Within a few months, the fear of the men lessened, finding instead that while they did so with a lot of yelling and cursing, they were kind of amused by the presence of two small boys in the club, making us fetch them things, do basic cleaning tasks, sometimes tossing balls with us outside the way they all wished their own fathers had done with them when they were young.
By the time we were in school, we realized how unique our world was. Maybe we didn't have moms around, didn't have soft and sweet things. No home cooked meals. No nighttime kisses. No one to wipe our brows with cold compresses when we were sick.
But we had freedom all our classmates envied.
We had no rules except to stay out of the club member's way when they were trying to work. We could run free all day, shirk our homework without getting in trouble, bring home solid Cs every semester without anyone getting on our case about our wasted potential, get into fights in or out of school without getting lectures.
We were inseparable.
Brothers in every way we possibly could be.
And then one day, Sean's dad went to jail, and his mom showed back up again.
And ripped him away from me.
The days after that were long and lonely, feeling oddly left behind, left out, knowing that Sean was getting things I never would. All the softer things in life.
It didn't last long, though.
Three months later, Phil was out, and he brought Sean back with him. Back to me.
Unfortunately for me, every once in a while when Dwayne got locked up or was gone for any stretch of time, I was - for some unknown reason - shipped back to my grandmother. I didn't even know how they knew about her, where they found her, why they couldn't just let me stay there with Sean and Phil. But it wasn't my place to question. What the president wanted, he got. And that meant my banishment when my father was gone.
As an adult, I figured maybe it was a law thing. Maybe the president didn't want child services sniffing around when they got word that my dad was locked up, that it was safer for them to ship me off to my next of kin since they couldn't have the law in their clubhouse around all the guns and drugs and fugitives.
All I knew at the time though was the feeling of being unwanted, the rejection, the aloneness as I found myself at a doorstep I had seen years before in a house with plastic covers on the furniture and a table I once slept under.
And that the woman who owned it was no longer just a chain-smoking, soap-opera-addicted, mean woman.
No.
She was a fucking lunatic.
Made that way by too much booze and maybe some kind of dementia, making her meaner than a rabid cat, coming at me with rolled up magazines, frying pans, a belt that once belonged to her late husband. Not for any real reason. Just because I was there. Or because I wasn't there - as in at school - when she wanted me to do some menial task. Then, as time went on, for no actual reason at all except the warped voices in her head claimed I was guilty of something I had no part of.
Just when I was sure I couldn't take another beating, another screaming match, another incident of full-blown insanity, Dwayne would get out, and I would be brought back to my club, back to my people.
When we changed clubs a few times over the next few years due to massive incarcerations or lousy leadership, Dwayne, Phil, and Sean were the only constants in my life.
In the next clubs, we weren't seen as the club's kids, everyone imparting their fucked up little life wisdom on us, treating us like the kids they all actually hoped they didn't have, not wanting the actual responsibility of having one of us show up at their doors, just liking the idea from a hands-off distance.
The new club didn't want us around, didn't try to make it seem like they did. We endured. We did the dirty work. Took their taunts without argument.
It was there that I got my road name, a couple years after Sugar got his with that whole raid incident.
After some asshole taunted me about my 'slut mother,' my 'whack job grandmother,' my 'gay' friendship with Sugar relentlessly, trying to get a rise out of me.
But I had long since learned to lock all that shit down.
It all started that first night when my mom dropped me off at the club, and Sean told me we were men now. Then every single visit back to my grandmother's where any reaction on my part brought about worse treatment on hers.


● **Work item**
Retype every record exactly. Skip the images.

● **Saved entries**
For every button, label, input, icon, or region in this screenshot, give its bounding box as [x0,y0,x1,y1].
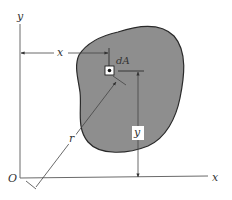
shaded-area-region [77,27,184,153]
x-axis [20,176,208,178]
x-axis-label: x [212,171,219,184]
y-distance-label: y [133,126,141,139]
area-element-dot [108,69,112,73]
element-label: dA [116,55,130,66]
origin-label: O [8,172,17,185]
radius-tail-tick [26,181,36,189]
x-distance-label: x [57,46,64,59]
area-element-diagram: y x O x y r dA [0,0,232,200]
y-axis-label: y [16,10,24,23]
radius-label: r [69,132,75,145]
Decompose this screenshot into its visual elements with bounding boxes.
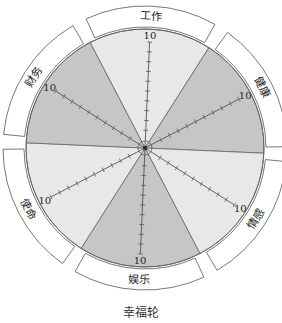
hub-dot bbox=[143, 146, 147, 150]
scale-max-label: 10 bbox=[134, 255, 147, 266]
segment-label: 工作 bbox=[139, 9, 162, 23]
chart-caption: 幸福轮 bbox=[0, 303, 282, 320]
segment-label: 娱乐 bbox=[128, 272, 151, 287]
happiness-wheel: 工作健康情感娱乐使命财务 101010101010 bbox=[0, 0, 282, 323]
scale-max-label: 10 bbox=[144, 30, 157, 41]
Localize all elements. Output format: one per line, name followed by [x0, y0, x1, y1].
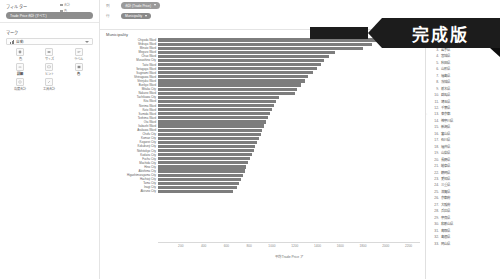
mark-button-color[interactable]: 色	[6, 48, 34, 61]
axis-tick-label: 2000	[382, 244, 389, 248]
mark-button-label: 角度合計	[14, 87, 26, 91]
list-item-number: 13.	[431, 111, 439, 117]
chart-plot-area: Chiyoda WardShibuya WardMinato WardMegur…	[100, 38, 425, 250]
axis-line	[158, 242, 420, 243]
marks-section: マーク 自動 色	[0, 26, 99, 91]
legend-row: 合計	[60, 3, 98, 7]
legend-label: 色	[64, 9, 67, 13]
legend-swatch-icon	[60, 10, 63, 13]
bar-row-label: Akiruno City	[100, 189, 158, 193]
pane-divider	[0, 22, 99, 23]
axis-tick-label: 1600	[337, 244, 344, 248]
mark-button-label: 色	[19, 57, 22, 61]
axis-tick-label: 2200	[405, 244, 412, 248]
list-item-label: 岡山県	[441, 241, 450, 247]
legend-label: 合計	[64, 3, 70, 7]
columns-shelf-label: 列	[106, 3, 118, 8]
axis-tick-label: 1800	[359, 244, 366, 248]
row-field-pill[interactable]: Municipality	[121, 13, 151, 20]
angle-icon	[16, 78, 24, 86]
mark-button-palette[interactable]: 色	[65, 63, 93, 76]
rows-shelf-label: 行	[106, 13, 118, 18]
mark-button-label: 詳細	[17, 72, 23, 76]
axis-tick-label: 800	[246, 244, 251, 248]
row-pill-label: Municipality	[125, 14, 142, 18]
shelf-legend: 合計 色	[60, 3, 98, 15]
tool-icon	[45, 78, 53, 86]
bar-row[interactable]: Akiruno City	[100, 189, 425, 193]
banner-text: 完成版	[412, 18, 469, 48]
prefecture-list[interactable]: 1.北海道2.青森県3.岩手県4.宮城県5.秋田県6.山形県7.福島県8.茨城県…	[425, 30, 500, 279]
marks-title: マーク	[6, 30, 93, 36]
mark-button-tool[interactable]: 工具合計	[35, 78, 63, 91]
mark-button-label: ヒント	[45, 72, 54, 76]
chevron-down-icon	[85, 41, 89, 43]
mark-button-tooltip[interactable]: ヒント	[35, 63, 63, 76]
marks-button-grid: 色 サイズ ラベル 詳	[6, 48, 93, 91]
axis-tick-label: 1000	[268, 244, 275, 248]
mark-button-detail[interactable]: 詳細	[6, 63, 34, 76]
axis-tick-label: 400	[201, 244, 206, 248]
filter-pill-label: Trade Price 合計 (すべて)	[10, 13, 47, 18]
mark-button-label: 色	[77, 72, 80, 76]
legend-swatch-icon	[60, 4, 63, 7]
mark-button-label: サイズ	[45, 57, 54, 61]
bar-mark[interactable]	[158, 190, 233, 193]
label-icon	[75, 48, 83, 56]
list-item[interactable]: 33.岡山県	[431, 241, 497, 247]
banner-arrow-icon	[368, 18, 382, 48]
bar-track	[158, 189, 425, 193]
column-field-pill[interactable]: 合計 (Trade Price)	[121, 2, 160, 9]
mark-type-label: 自動	[16, 39, 24, 44]
tooltip-icon	[45, 63, 53, 71]
axis-tick-label: 600	[224, 244, 229, 248]
mark-button-size[interactable]: サイズ	[35, 48, 63, 61]
banner-tail	[310, 27, 368, 39]
palette-icon	[75, 63, 83, 71]
bar-chart-view: Municipality Chiyoda WardShibuya WardMin…	[100, 30, 425, 279]
axis-tick-label: 200	[178, 244, 183, 248]
axis-tick-label: 1400	[314, 244, 321, 248]
legend-row: 色	[60, 9, 98, 13]
tableau-workbook-screenshot: フィルター Trade Price 合計 (すべて) マーク 自動	[0, 0, 500, 279]
color-icon	[16, 48, 24, 56]
mark-button-angle[interactable]: 角度合計	[6, 78, 34, 91]
bar-chart-icon	[10, 40, 14, 44]
column-pill-label: 合計 (Trade Price)	[125, 3, 151, 8]
x-axis: 平均 Trade Price ア 20040060080010001200140…	[158, 242, 420, 272]
mark-button-label[interactable]: ラベル	[65, 48, 93, 61]
mark-button-label: ラベル	[74, 57, 83, 61]
list-item-number: 33.	[431, 241, 439, 247]
left-pane: フィルター Trade Price 合計 (すべて) マーク 自動	[0, 0, 100, 279]
chevron-down-icon	[145, 15, 147, 17]
x-axis-title: 平均 Trade Price ア	[275, 254, 303, 259]
axis-tick-label: 1200	[291, 244, 298, 248]
detail-icon	[16, 63, 24, 71]
banner-band: 完成版	[382, 18, 500, 48]
chevron-down-icon	[154, 4, 156, 6]
bar-rows: Chiyoda WardShibuya WardMinato WardMegur…	[100, 38, 425, 194]
columns-shelf: 列 合計 (Trade Price)	[100, 0, 500, 9]
size-icon	[45, 48, 53, 56]
mark-type-select[interactable]: 自動	[6, 38, 93, 45]
mark-button-label: 工具合計	[43, 87, 55, 91]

● **Solution for this exercise**
For every button, label, input, icon, or region in this screenshot, give its bounding box as [x0,y0,x1,y1].
shaded-area-region [77,27,184,153]
x-axis [20,176,208,178]
x-axis-label: x [212,171,219,184]
y-distance-label: y [133,126,141,139]
area-element-dot [108,69,112,73]
element-label: dA [116,55,130,66]
origin-label: O [8,172,17,185]
radius-tail-tick [26,181,36,189]
x-distance-label: x [57,46,64,59]
area-element-diagram: y x O x y r dA [0,0,232,200]
y-axis-label: y [16,10,24,23]
radius-label: r [69,132,75,145]
Decompose this screenshot into its visual elements with bounding boxes.
hub-dot bbox=[143, 146, 147, 150]
scale-max-label: 10 bbox=[134, 255, 147, 266]
segment-label: 工作 bbox=[139, 9, 162, 23]
chart-caption: 幸福轮 bbox=[0, 303, 282, 320]
segment-label: 娱乐 bbox=[128, 272, 151, 287]
happiness-wheel: 工作健康情感娱乐使命财务 101010101010 bbox=[0, 0, 282, 323]
scale-max-label: 10 bbox=[144, 30, 157, 41]
Localize all elements. Output format: one per line, name followed by [x0, y0, x1, y1].
mark-button-color[interactable]: 色	[6, 48, 34, 61]
axis-tick-label: 2000	[382, 244, 389, 248]
mark-button-label: 角度合計	[14, 87, 26, 91]
list-item-number: 13.	[431, 111, 439, 117]
chart-plot-area: Chiyoda WardShibuya WardMinato WardMegur…	[100, 38, 425, 250]
axis-line	[158, 242, 420, 243]
marks-section: マーク 自動 色	[0, 26, 99, 91]
legend-row: 合計	[60, 3, 98, 7]
legend-label: 色	[64, 9, 67, 13]
legend-swatch-icon	[60, 10, 63, 13]
bar-row-label: Akiruno City	[100, 189, 158, 193]
pane-divider	[0, 22, 99, 23]
axis-tick-label: 1600	[337, 244, 344, 248]
mark-button-label: 色	[19, 57, 22, 61]
axis-tick-label: 2200	[405, 244, 412, 248]
list-item-label: 岡山県	[441, 241, 450, 247]
legend-label: 合計	[64, 3, 70, 7]
columns-shelf-label: 列	[106, 3, 118, 8]
axis-tick-label: 1800	[359, 244, 366, 248]
row-field-pill[interactable]: Municipality	[121, 13, 151, 20]
angle-icon	[16, 78, 24, 86]
mark-button-palette[interactable]: 色	[65, 63, 93, 76]
rows-shelf-label: 行	[106, 13, 118, 18]
mark-button-label: 詳細	[17, 72, 23, 76]
axis-tick-label: 800	[246, 244, 251, 248]
row-pill-label: Municipality	[125, 14, 142, 18]
shelf-legend: 合計 色	[60, 3, 98, 15]
tool-icon	[45, 78, 53, 86]
bar-row[interactable]: Akiruno City	[100, 189, 425, 193]
banner-text: 完成版	[412, 18, 469, 48]
prefecture-list[interactable]: 1.北海道2.青森県3.岩手県4.宮城県5.秋田県6.山形県7.福島県8.茨城県…	[425, 30, 500, 279]
marks-title: マーク	[6, 30, 93, 36]
mark-button-tool[interactable]: 工具合計	[35, 78, 63, 91]
mark-button-label: ヒント	[45, 72, 54, 76]
chevron-down-icon	[85, 41, 89, 43]
mark-button-tooltip[interactable]: ヒント	[35, 63, 63, 76]
marks-button-grid: 色 サイズ ラベル 詳	[6, 48, 93, 91]
axis-tick-label: 1000	[268, 244, 275, 248]
mark-button-detail[interactable]: 詳細	[6, 63, 34, 76]
axis-tick-label: 400	[201, 244, 206, 248]
filter-pill-label: Trade Price 合計 (すべて)	[10, 13, 47, 18]
mark-button-label: 色	[77, 72, 80, 76]
legend-swatch-icon	[60, 4, 63, 7]
mark-button-label: サイズ	[45, 57, 54, 61]
bar-mark[interactable]	[158, 190, 233, 193]
label-icon	[75, 48, 83, 56]
list-item[interactable]: 33.岡山県	[431, 241, 497, 247]
banner-arrow-icon	[368, 18, 382, 48]
bar-track	[158, 189, 425, 193]
column-field-pill[interactable]: 合計 (Trade Price)	[121, 2, 160, 9]
mark-type-label: 自動	[16, 39, 24, 44]
tooltip-icon	[45, 63, 53, 71]
axis-tick-label: 600	[224, 244, 229, 248]
mark-button-size[interactable]: サイズ	[35, 48, 63, 61]
banner-tail	[310, 27, 368, 39]
palette-icon	[75, 63, 83, 71]
bar-chart-view: Municipality Chiyoda WardShibuya WardMin…	[100, 30, 425, 279]
axis-tick-label: 200	[178, 244, 183, 248]
axis-tick-label: 1400	[314, 244, 321, 248]
legend-row: 色	[60, 9, 98, 13]
tableau-workbook-screenshot: フィルター Trade Price 合計 (すべて) マーク 自動	[0, 0, 500, 279]
color-icon	[16, 48, 24, 56]
mark-button-angle[interactable]: 角度合計	[6, 78, 34, 91]
bar-chart-icon	[10, 40, 14, 44]
column-pill-label: 合計 (Trade Price)	[125, 3, 151, 8]
x-axis: 平均 Trade Price ア 20040060080010001200140…	[158, 242, 420, 272]
mark-button-label[interactable]: ラベル	[65, 48, 93, 61]
mark-button-label: ラベル	[74, 57, 83, 61]
list-item-number: 33.	[431, 241, 439, 247]
left-pane: フィルター Trade Price 合計 (すべて) マーク 自動	[0, 0, 100, 279]
chevron-down-icon	[145, 15, 147, 17]
x-axis-title: 平均 Trade Price ア	[275, 254, 303, 259]
axis-tick-label: 1200	[291, 244, 298, 248]
detail-icon	[16, 63, 24, 71]
banner-band: 完成版	[382, 18, 500, 48]
chevron-down-icon	[154, 4, 156, 6]
bar-rows: Chiyoda WardShibuya WardMinato WardMegur…	[100, 38, 425, 194]
columns-shelf: 列 合計 (Trade Price)	[100, 0, 500, 9]
size-icon	[45, 48, 53, 56]
mark-type-select[interactable]: 自動	[6, 38, 93, 45]
mark-button-label: 工具合計	[43, 87, 55, 91]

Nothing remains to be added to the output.